The Stalinism on Australia’s high streets

TERRY BARNES
Australian Financial Review

The competition review led by Ian Harper has tackled both the pharmacists’ near-monopoly ownership of Australia’s 5000-plus community pharmacies and the myriad rules controlling where a pharmacy can dispense medicines under the Pharmaceutical Benefits Scheme (PBS).
Stalinist location rules have been in place, with relatively minor modifications, ever since the Hawke government made the first five-year Community Pharmacy Agreement with the owners’ union, The Pharmacy Guild of Australia (PGA).
What is in place today remains a Kafkaesque bog of red tape and bureaucracy protecting the interests of the very few – pharmacist proprietors and guild members – from the great many – taxpayers, consumers and even non-proprietor fellow pharmacists.
In 2012, I wrote that location rules “protect the position of the relatively few retail pharmacists who have provider approvals in commercially desirable locations against the many who don’t”. Nothing has changed. Establishing a new pharmacy 1.501 kilometres in a straight line from an existing premise is OK, but establishing one 1.499km away is not. Establishing a pharmacy within a private hospital with 150 inpatient beds is fine, but if just one of those beds closes, no can do.
Throw in relocation, regional approvals, shopping and medical centre rules, and more, and it still involves great time and cost to fulfil the government’s detailed compliance criteria (not least the 1.5km-long piece of string emanating from “the mid point of the public access door for each of the premises”).
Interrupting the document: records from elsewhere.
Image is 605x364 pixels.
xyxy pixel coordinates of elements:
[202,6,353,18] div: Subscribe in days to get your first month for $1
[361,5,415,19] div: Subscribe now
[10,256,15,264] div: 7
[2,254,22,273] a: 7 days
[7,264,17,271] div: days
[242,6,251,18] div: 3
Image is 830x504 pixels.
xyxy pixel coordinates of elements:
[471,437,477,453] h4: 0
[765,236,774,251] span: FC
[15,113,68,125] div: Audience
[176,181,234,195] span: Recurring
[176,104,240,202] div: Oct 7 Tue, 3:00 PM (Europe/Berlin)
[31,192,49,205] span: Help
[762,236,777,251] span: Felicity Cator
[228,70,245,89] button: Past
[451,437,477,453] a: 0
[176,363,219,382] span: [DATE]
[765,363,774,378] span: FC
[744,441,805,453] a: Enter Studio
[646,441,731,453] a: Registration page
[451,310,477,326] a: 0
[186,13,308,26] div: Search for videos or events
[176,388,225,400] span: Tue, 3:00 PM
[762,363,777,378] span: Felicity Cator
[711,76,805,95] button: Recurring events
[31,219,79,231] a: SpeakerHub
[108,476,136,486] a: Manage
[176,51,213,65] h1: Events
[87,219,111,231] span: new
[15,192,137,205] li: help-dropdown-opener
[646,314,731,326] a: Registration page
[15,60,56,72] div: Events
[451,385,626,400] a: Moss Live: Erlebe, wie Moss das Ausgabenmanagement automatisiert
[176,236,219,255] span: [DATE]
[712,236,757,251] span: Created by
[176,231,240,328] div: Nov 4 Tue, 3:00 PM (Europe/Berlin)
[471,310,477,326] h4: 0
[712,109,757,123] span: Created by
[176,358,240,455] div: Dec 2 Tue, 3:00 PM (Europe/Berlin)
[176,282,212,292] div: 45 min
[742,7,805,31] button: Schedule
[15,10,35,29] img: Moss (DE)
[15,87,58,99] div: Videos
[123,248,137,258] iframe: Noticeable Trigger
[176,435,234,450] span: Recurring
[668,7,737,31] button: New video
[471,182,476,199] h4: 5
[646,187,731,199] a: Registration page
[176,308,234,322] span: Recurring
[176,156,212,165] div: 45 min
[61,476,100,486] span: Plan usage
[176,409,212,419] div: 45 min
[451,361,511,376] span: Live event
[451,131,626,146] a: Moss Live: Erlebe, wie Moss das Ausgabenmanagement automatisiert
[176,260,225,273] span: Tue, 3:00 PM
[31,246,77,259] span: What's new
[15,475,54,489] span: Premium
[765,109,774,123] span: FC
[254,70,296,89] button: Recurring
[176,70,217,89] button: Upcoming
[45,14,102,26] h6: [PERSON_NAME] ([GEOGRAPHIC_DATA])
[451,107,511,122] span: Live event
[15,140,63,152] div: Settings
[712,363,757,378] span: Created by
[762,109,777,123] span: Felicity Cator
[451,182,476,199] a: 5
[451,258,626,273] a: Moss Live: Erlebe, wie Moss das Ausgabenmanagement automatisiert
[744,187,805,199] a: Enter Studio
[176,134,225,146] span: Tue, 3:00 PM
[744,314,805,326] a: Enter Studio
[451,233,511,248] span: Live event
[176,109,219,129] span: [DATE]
FOUR ANTI-COMPETITIVE PROBLEMS

PBS location rules entrench four serious anti-competitive problems. First, making the establishment or relocation of a rival pharmacy so expensive, laborious and time-consuming deters all but the most cashed-up pharmacist proprietors, or those willing to incur sizable debts to wholesalers and others in order to realise their ownership aspirations.
Second, by entrenching scarcity value, the rules not only artificially inflate a brokerage market in which PBS approvals can be bought, sold and “parked”, they also pump up the resale value of pharmacies for their owners and help keep the door firmly shut on young and female pharmacists trying to break in. Not that the old hands care about that.
Thirdly, and most importantly, location rules kill genuine competition and consumer choice based on consistently high quality and service across all pharmacies. Entrenching professionally and commercially inefficient pharmacy operators – shielding them from vigorous competition – certainly benefits proprietors and consultants who game the system. But it does nothing for the patients and consumers who are supposedly the centre of the PGA’s universe.
From next year, when the current pharmacy agreement expires, let anyone who wants to establish or relocate a pharmacy be eligible for a PBS approval, provided they satisfy state ownership legislation (assuming it resists deregulation) and is in good professional standing. If an efficient pharmacy practice or business wants to move next door to an established competitor and blow them out of the water by providing better professional services in a better-run business, let them. If this forces inefficient pharmacies to improve or die, that’s no one’s problem but their own.

SIMPLE SOLUTION TO LOCATION CONCERNS

The PGA would contend that such rationality would destroy the PBS distribution network that has been built up by location rules under successive pharmacy agreements. But such hyperventilating is easily dealt with: if the federal government wants to ensure localities are not underserviced because they are less commercially attractive or more remote, it can offer contestable financial incentives to approved proprietors to fill the gaps. Better still, it should put all future PBS pharmacy approvals to locality-based tender, with price and service as key criteria.
To any rational policy mind, pharmacy location rorts must go. But, fearing the PGA’s wrath, the Abbott government is so far defending it and disowning Harper, even before starting negotiations on the next pharmacy agreement.
The PGA forgets that the 1999 Wilkinson review of pharmacy regulation concluded that the PBS location rules were (and are) “inherently anti-competitive in their operation and effects”. Since then, the PBS itself has been reformed by the Howard, Rudd, Gillard and now Abbott governments to make it more efficient and cost-effective. In that spirit, Health Minister Peter Dutton should stare down the PGA and consign the location rules to history. There are better ways to ensure a safe, competent and efficient dispensing network for PBS medicines.
Terry Barnes is a policy consultant who advocated co-payments for bulk-billed GP services, and wrote the 1999 Wilkinson report on pharmacy regulation.